Memorial to the International Brigades in the Spanish Civil War. The memorial was built in 1968 by Fritz Cremer, sculptor and deputy president of the Academy of Arts of the German Democratic Republic. The International Brigades were paramilitary units recruited by Comintern (The Communist International) with the aim the fight in the Spanish Civil War. Many of the fighters fled to France in February 1939, where they were interned in camps. The German volunteers of the Comintern were extradited to Germany by Vichy France in 1940 and brought to Dachau concentration camp. 
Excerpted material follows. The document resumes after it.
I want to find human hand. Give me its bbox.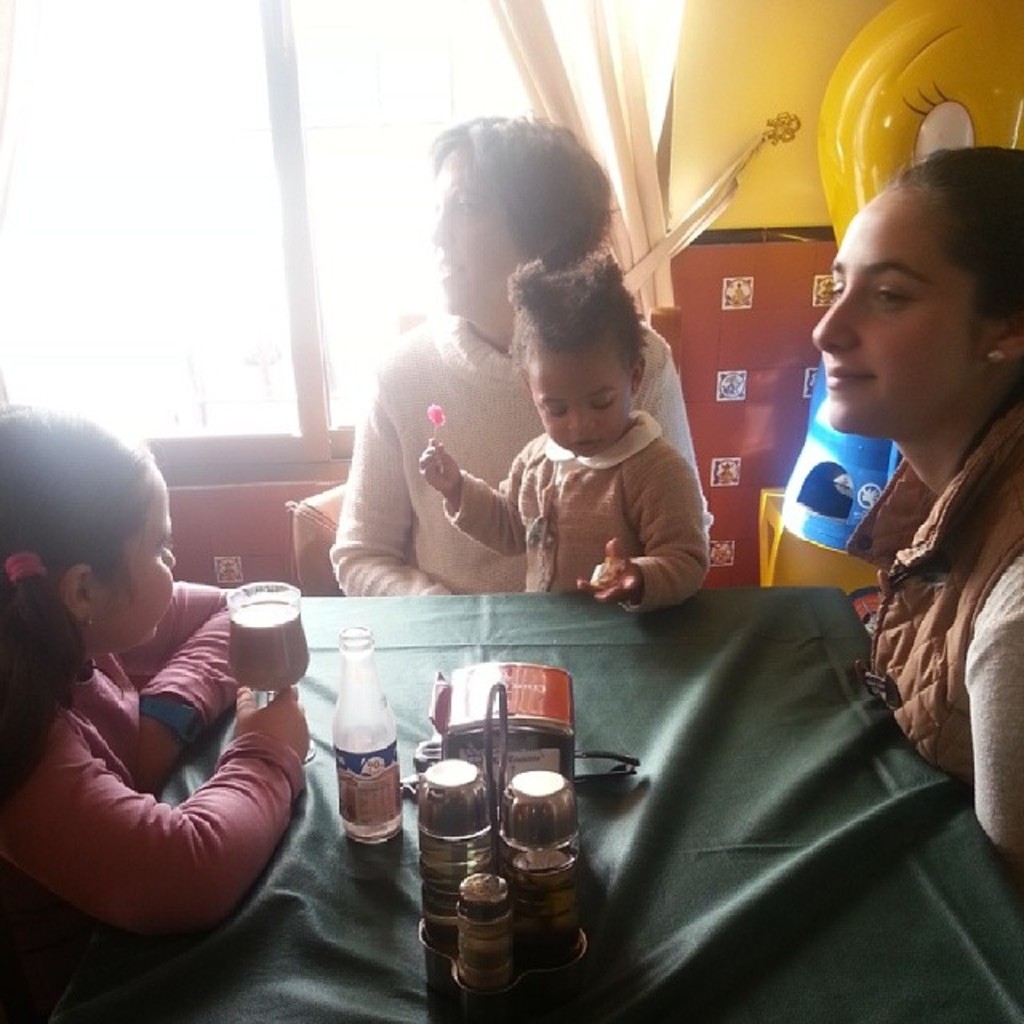
locate(134, 717, 176, 797).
Berlin Airlift Memorial. The Berlin airlift supplied the city of Berlin during the soviet blockade from June 1948 until May 1949. The Berlin blockade was one of the major international crises during the Cold War. When the access of the Western Allies to the city was blocked, the aircrews from the United States Air Force, the Royal Air Force, the French Air Force, the Royal Australian Air Force, the Royal New Zealand Air Force and the South African Air Force flew over 200,000 flights, providing food, fuel and other necessities for the inhabitants of the city. By spring 1949 the airlift delivered more cargo than had been transported by rail before the blockade started. On 12th May 1949 the Soviet Union lifted the blockade of West Berlin.
Karl Marx bust  stands at the Straußberger Platz. The sculpture by Will Lammert was set up in 1983. In the wake of the peaceful revolution, the Berlin city senate removed many political monuments but left the bust of Karl Marx on at its original location at the Karl-Marx-Allee. 
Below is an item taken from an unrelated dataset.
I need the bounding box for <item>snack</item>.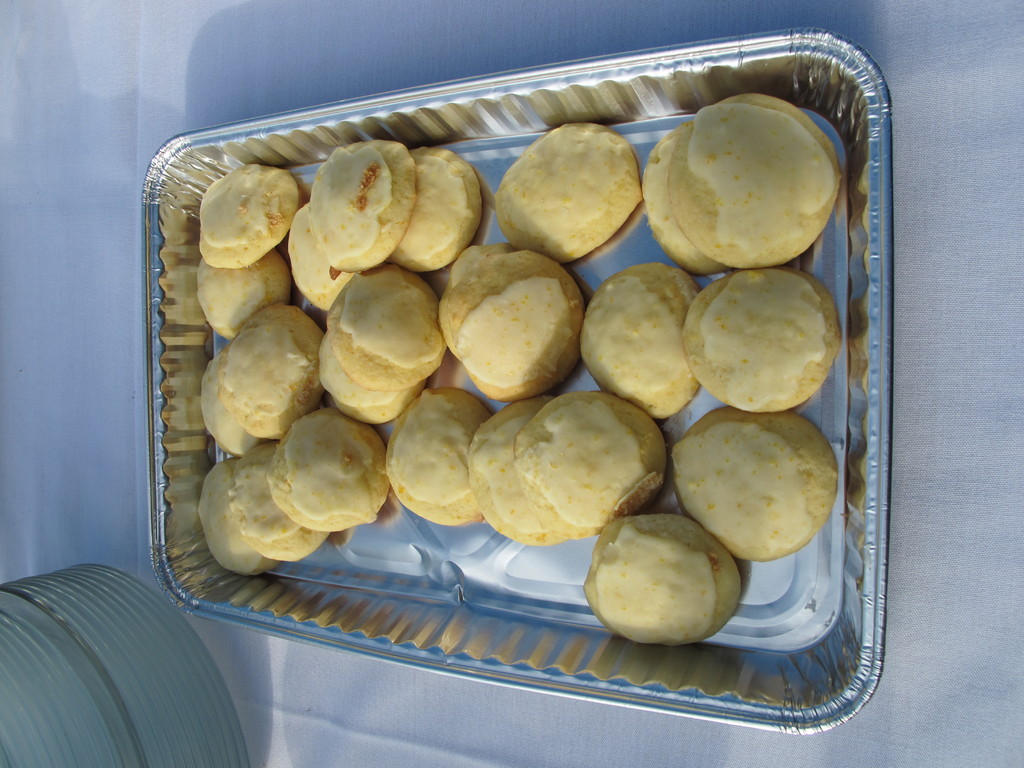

Rosa Luxemburg memorial is situated at the Landwehr Canal. Rosa Luxemburg was an influential revolutionary socialist, Marxist theorist and an anti-war activist. She was abducted by paramilitary forces during the German Revolution on 15th January 1919 and transferred to a government volunteer regiment, where she was tortured and executed. Her body was thrown into the Landwehr Canal close to the Liechtenstein Bridge. Luxemburg was a member of the German Social Democratic Party (SPD) during the First World War and joined the Independent Social Democratic Party (USPD) later on. As a reaction to the German parliament's vote for war bonds in 1914 she established the "Group International" which later became the Spartacus League, a revolutionary communist movement. She was a founding member of the Communist Party of Germany (KPD, 30th December 1918 - 1st January 1919), when the Spartacus League merged with smaller groups of left-wing radicals. When the German revolution started in 1918, the constitutional monarchy was replaced by a parliamentary republic. Karl Liebknecht, one of Luxemburg's longtime companions, proclaimed the Free Socialist Republic of Germany on  9th November 1918, only two hours after the SPD member Phillip Scheidemann had proclaimed the German Republic. Luxemburg's Spartacus League was actively involved in the fights during the following revolutionary period.
Otto Lilienthal memorial, built by the sculptor Peter Breuer in 1914, is dedicated to the German aviation pioneer Otto Lilienthal. He became famous as "the flying man" and was the first person to conduct broadly documented, repeated and successful flights with gliders. Lilienthal died in an accident during a test flight on 10 August 1886.